Still, aerial and ground magnetic surveys, combined with information from historic maps and old aerial photos, have revealed close to 200 possible wells, far more than the approximately 30 listed for the park in a state database.

"As it turns out, it works really, really well," said Garret Veloski, a scientist on the monitoring team.

But aerial magnetic surveys have their limits. They won't find wells without steel casings or related metal parts, such as pipelines. And they're expensive. The three-park study, plus the related survey of 180 miles of pipeline, is costing the lab approximately $360,000, said Richard Hammack, monitoring team lead.

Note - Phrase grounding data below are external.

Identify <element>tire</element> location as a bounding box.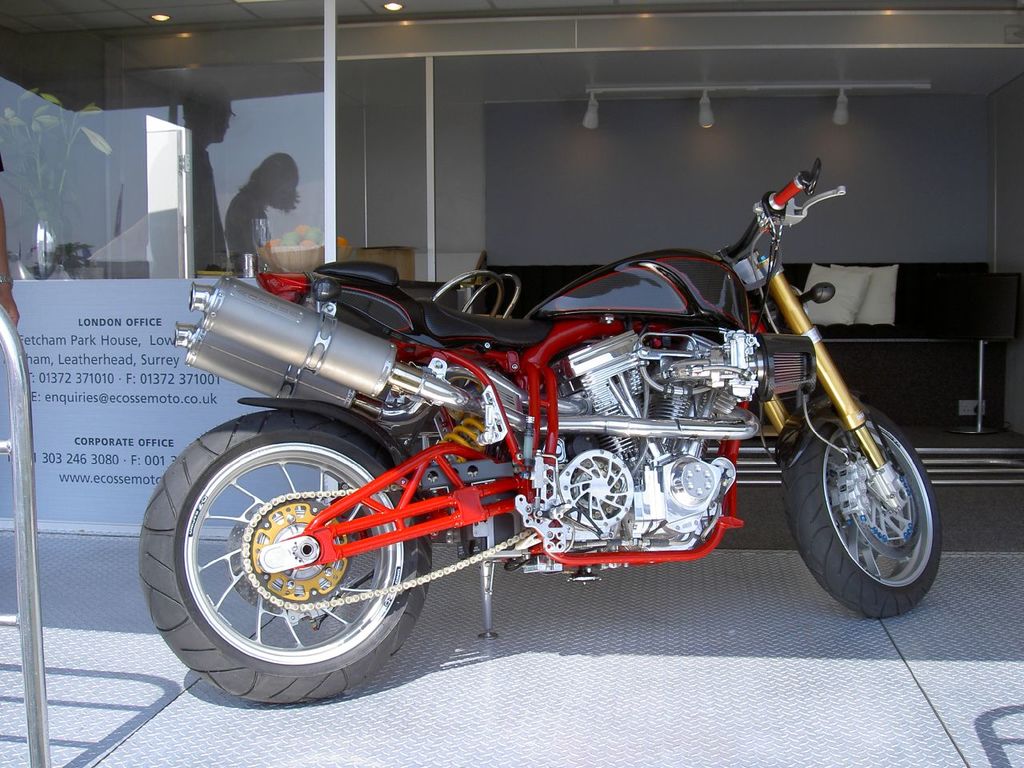
crop(158, 406, 447, 690).
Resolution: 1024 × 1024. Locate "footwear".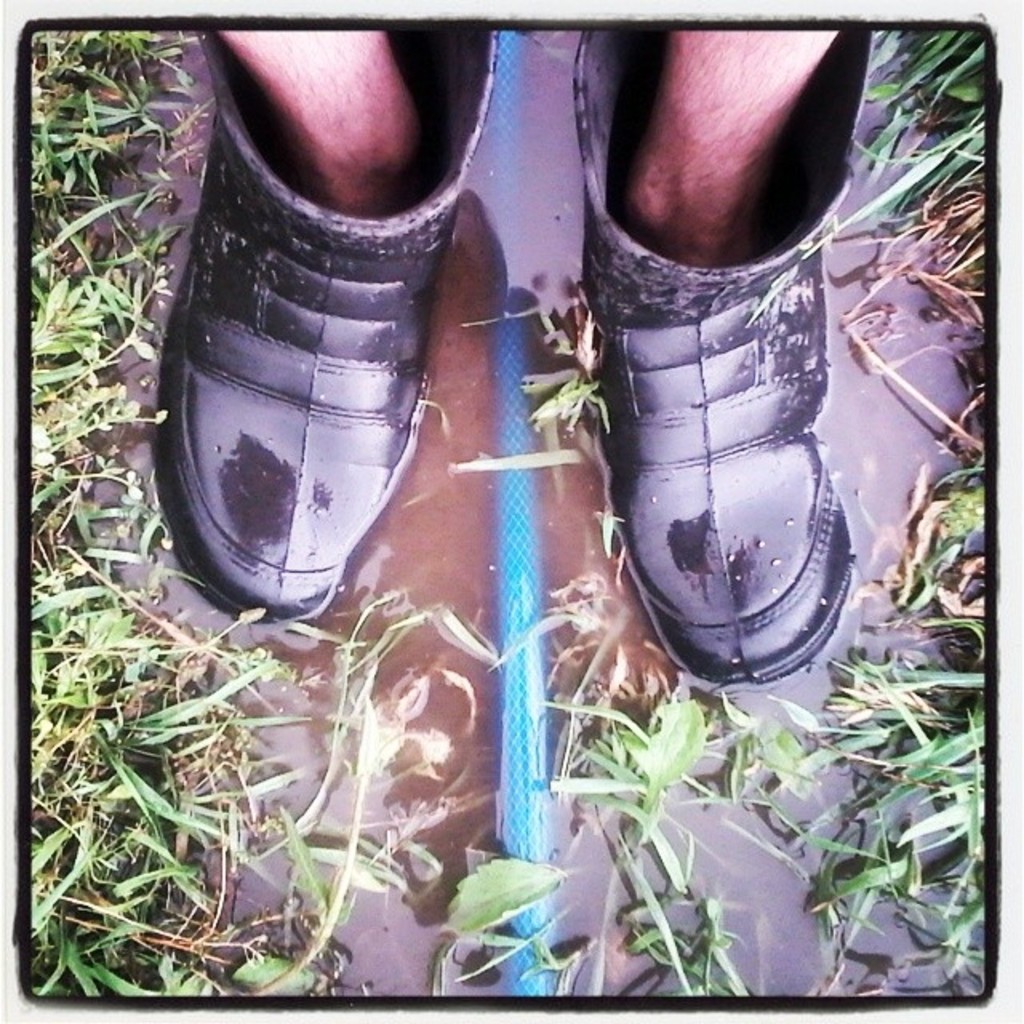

Replacing helicopters with unmanned aircraft, or drones, carrying miniaturized sensors could cut the cost. The technology is in development.

If the drones work, Pennsylvania, and other states, could have a more efficient way to find, and ultimately plug, their dangerous legacies of abandoned wells.

Shane Hoover, reporter for The Repository in Canton, Ohio, spent one month away from his newsroom to research and write about dangers of old wells as part of GateHouse Media's national Pinnacle project reporting program. He covers the oil and gas industry, and has been interested in the intersection between the recent resurgence of drilling and Ohio's long history of oil and gas exploration. This story is the product of more than two dozen interviews, visits to abandoned well sites in Ohio and Pennsylvania, and more than 20 public records requests.